Living in the Snow: Makalu

By Awanderingphoto

“Very few care for this laborious kind of pursuit, which is in no means lucrative. It is not everyone who can take pleasure in climbing hills which reach the clouds.”

Starting out from what is considered the last settlement, the last town in which people live besides the sporadic tea houses set up for climbers, Kevin and I felt great. Though our muscles were a bit sore, Kevin had fixed his back problem by creating a bamboo frame for his backpack, while the fuzzy slippers I had been hiking in had given my painful blisters time to harden into calluses. We steadily gained over a thousand meters of elevation without hardly realizing it, that is, before we came to the snow. Though we only had five hundred or so meters left to gain for the day, we were slowed down immensely by the fact that we were walking up an extremely steep hillside completely covered in snow. I found myself more often than not using my hands and knees to push myself up through the most difficult sections, and joked that for every two steps up, I was sliding at least one down. Eventually though we spotted a decently sized cabin type structure through the clouds and snow and knew we had arrives.

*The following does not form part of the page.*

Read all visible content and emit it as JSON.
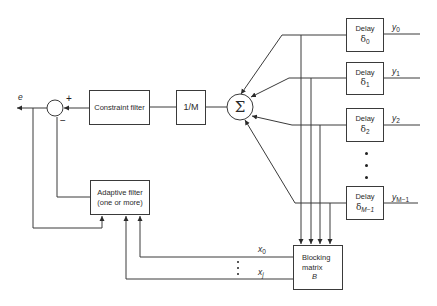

Here is our tent covered in fog. This is what it looked like for much of our two day stay.

We spent the afternoon hanging out with three geologists who were here to collect rock samples. They had three cooks and four porters, and Kevin was definitely jealous of their luxurious life even up here in the mountains. It was cold though, bitterly cold. Though the temperature stayed above freezing during the day, it was so wet as we were constantly socked in by clouds. Is created a bone-chilling inescapable cold which would stay with us throughout the whole day.

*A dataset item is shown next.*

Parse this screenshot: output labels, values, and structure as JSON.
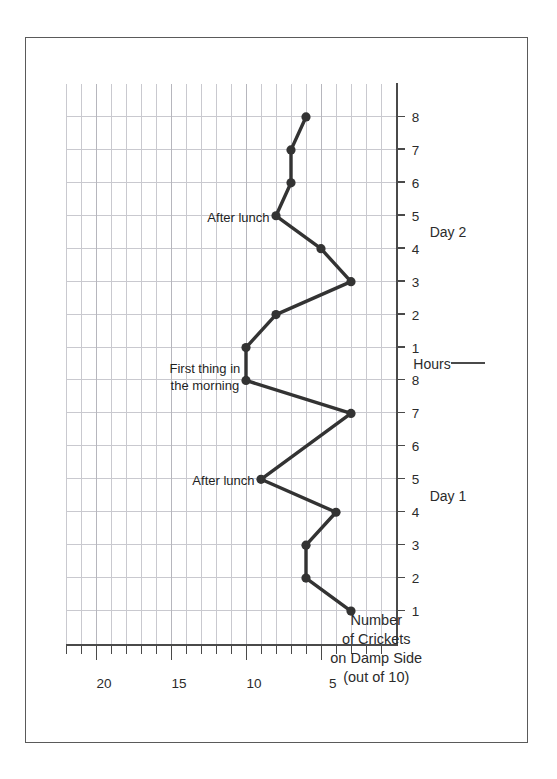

Here we are roasting socks over the fire to dry them out.

Luckily the next morning we did indeed get to see the mountains, if only for a brief amount of time, before the clouds rolled back in.

As we were at 3,600m and were planning to climb three passes the next day, we opted for an acclimatization day to prepare for the climb. Unfortunate Kevin got sick (again, probably the same thing that he had before which never completely went away) so we ended up spending an extra day hanging out, playing cards, and trying to stay warm.

Though it was cold, wet, and miserable, I couldn’t have been more happy to be in the mountains. While most people find snow camping unbearable (because it definitely can be..), living in nature surrounded by mountains right on top of the wonderful snow is always more than enough to take away the misery it may cause.